Book no. 4 on your list is The Middle of the Sandwich (1983) by Tim Kennemore.
I feel sometimes like I’m the only person in the world who’s read this book. It’s tiny. I think it’s hundred pages. It’s about a girl from a single parent family. She is quite shy, used to keeping her own company and not doing much. Her mother has to convalesce after a major operation. Her mum needs to recover. So she, Helen, is sent to live with her aunt. The aunt is a practical, no-nonsense, beloved primary school teacher. She has her life all set up and now she must accommodate this child. But the girl is just miserable. The new school she must attend is tiny – only about 40 kids – so it is even harder to integrate than if it had been a larger school.
“You can’t really be an outsider in a city in the same way as you can where nothing has changed much in remembered history… As someone coming into a city, you are part of its change, its dynamism.”
It’s a weird no-man’s land to her and she is isolated. Her mum is sick and we learn that her father died some time ago. The aunt is both sympathetic and terrifying at the same time. She’s just sort of practical and bossy. She is doing her best.
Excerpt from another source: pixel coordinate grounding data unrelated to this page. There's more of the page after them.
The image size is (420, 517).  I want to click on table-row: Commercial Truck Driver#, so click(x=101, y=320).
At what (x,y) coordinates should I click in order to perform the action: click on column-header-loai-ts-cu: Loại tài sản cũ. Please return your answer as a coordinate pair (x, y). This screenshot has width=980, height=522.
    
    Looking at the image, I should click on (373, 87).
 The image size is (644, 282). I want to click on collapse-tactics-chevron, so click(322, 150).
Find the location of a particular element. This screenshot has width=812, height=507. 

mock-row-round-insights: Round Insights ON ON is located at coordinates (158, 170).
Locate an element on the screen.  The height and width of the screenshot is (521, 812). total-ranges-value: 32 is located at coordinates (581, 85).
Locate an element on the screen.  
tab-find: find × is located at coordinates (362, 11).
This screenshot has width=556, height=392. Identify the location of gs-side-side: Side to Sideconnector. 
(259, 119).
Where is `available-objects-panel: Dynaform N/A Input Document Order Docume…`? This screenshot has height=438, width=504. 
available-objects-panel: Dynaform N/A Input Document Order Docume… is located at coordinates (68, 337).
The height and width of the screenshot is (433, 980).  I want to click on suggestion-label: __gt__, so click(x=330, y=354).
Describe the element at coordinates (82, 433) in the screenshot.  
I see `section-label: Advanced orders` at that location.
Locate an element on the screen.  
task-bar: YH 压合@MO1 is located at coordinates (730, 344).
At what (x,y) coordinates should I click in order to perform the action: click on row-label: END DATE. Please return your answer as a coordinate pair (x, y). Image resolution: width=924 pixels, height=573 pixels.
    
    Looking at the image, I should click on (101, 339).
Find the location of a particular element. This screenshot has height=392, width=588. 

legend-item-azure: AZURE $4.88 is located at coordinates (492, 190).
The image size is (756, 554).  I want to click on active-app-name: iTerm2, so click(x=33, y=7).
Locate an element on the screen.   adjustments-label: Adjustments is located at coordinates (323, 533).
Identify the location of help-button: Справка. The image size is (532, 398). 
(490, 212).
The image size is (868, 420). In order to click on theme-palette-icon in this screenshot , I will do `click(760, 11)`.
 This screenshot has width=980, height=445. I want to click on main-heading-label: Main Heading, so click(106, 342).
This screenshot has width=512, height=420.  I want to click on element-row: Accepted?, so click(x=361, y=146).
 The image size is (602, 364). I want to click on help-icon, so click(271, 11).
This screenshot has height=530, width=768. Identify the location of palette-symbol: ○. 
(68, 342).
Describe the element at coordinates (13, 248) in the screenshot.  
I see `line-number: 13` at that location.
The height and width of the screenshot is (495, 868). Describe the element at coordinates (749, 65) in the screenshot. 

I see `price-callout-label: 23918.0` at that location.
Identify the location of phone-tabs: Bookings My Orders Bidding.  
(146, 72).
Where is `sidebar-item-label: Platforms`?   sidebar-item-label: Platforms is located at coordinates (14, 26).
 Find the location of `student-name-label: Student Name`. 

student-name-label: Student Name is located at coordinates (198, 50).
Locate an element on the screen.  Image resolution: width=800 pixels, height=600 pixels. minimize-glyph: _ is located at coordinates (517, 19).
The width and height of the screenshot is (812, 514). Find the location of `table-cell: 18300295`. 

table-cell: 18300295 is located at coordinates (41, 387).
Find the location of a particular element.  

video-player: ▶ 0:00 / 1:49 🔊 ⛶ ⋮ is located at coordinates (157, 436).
But she can’t quite reach the girl.
The story is about what Helen learns about herself as much as about everything else, which I think is important. I must have read this when I was quite new in secondary school when so much was changing for me. I think when you move somewhere new there are all the hidden codes that you don’t know or understand. All the way through, you really feel for her because she’s trying really hard and doesn’t quite know how to do it. It is an unexpectedly funny book and very positive in many ways.
Let’s talk about your last book.
Flambards (1967) starts with the fox, from the point of view of the landscape. Christina is an orphan from the city and very much the outsider. The family doesn’t understand her and she doesn’t understand them. Then there is Will, who is the outsider in his own family because he can’t bear the horse riding. There is a whole terrifying piece at the beginning of the book where he cripples himself by walking up and down on a broken leg until it won’t bend so that he won’t have to ride a horse.
The beautiful irony of that is that what he really wants to do is fly a plane—a thing which seems much more terrifying to everybody else at that time because it’s set in the early days of flight around the World War I. To his family, horses are the safe and known thing and not scary.
“I think kids, especially kids who read a lot, are probably more likely to not quite fit in—but you learn so much about life as a kid from books”
Christina is the obvious outsider but her impact and influence are beneficial. She cares for people and she wants to get on with them. In doing so, she normalises them and, simply by being in their midst, she literally changes their eco-system. In a way it’s a coming-of-age book because she is about sixteen.
I think kids, especially kids who read a lot, are probably more likely to not quite fit in—but you learn so much about life as a kid from books. I suspect that is the reason all my choices are thirty years old and relate to my own reading and circumstances. All I did as a child was read about people who didn’t fit in in one way or another—this was me making sense of my life.
My choices are also, by-and-large, set in the countryside. You can’t really be an outsider in a city in the same way as you can where nothing has changed much in remembered history. As someone coming into a city, you are part of its change, its dynamism. In a small community, a newcomer stands out and can be an agent of change. An outside observer can be an opportunity for seeing the things that are unquestioned and taken for granted a-fresh.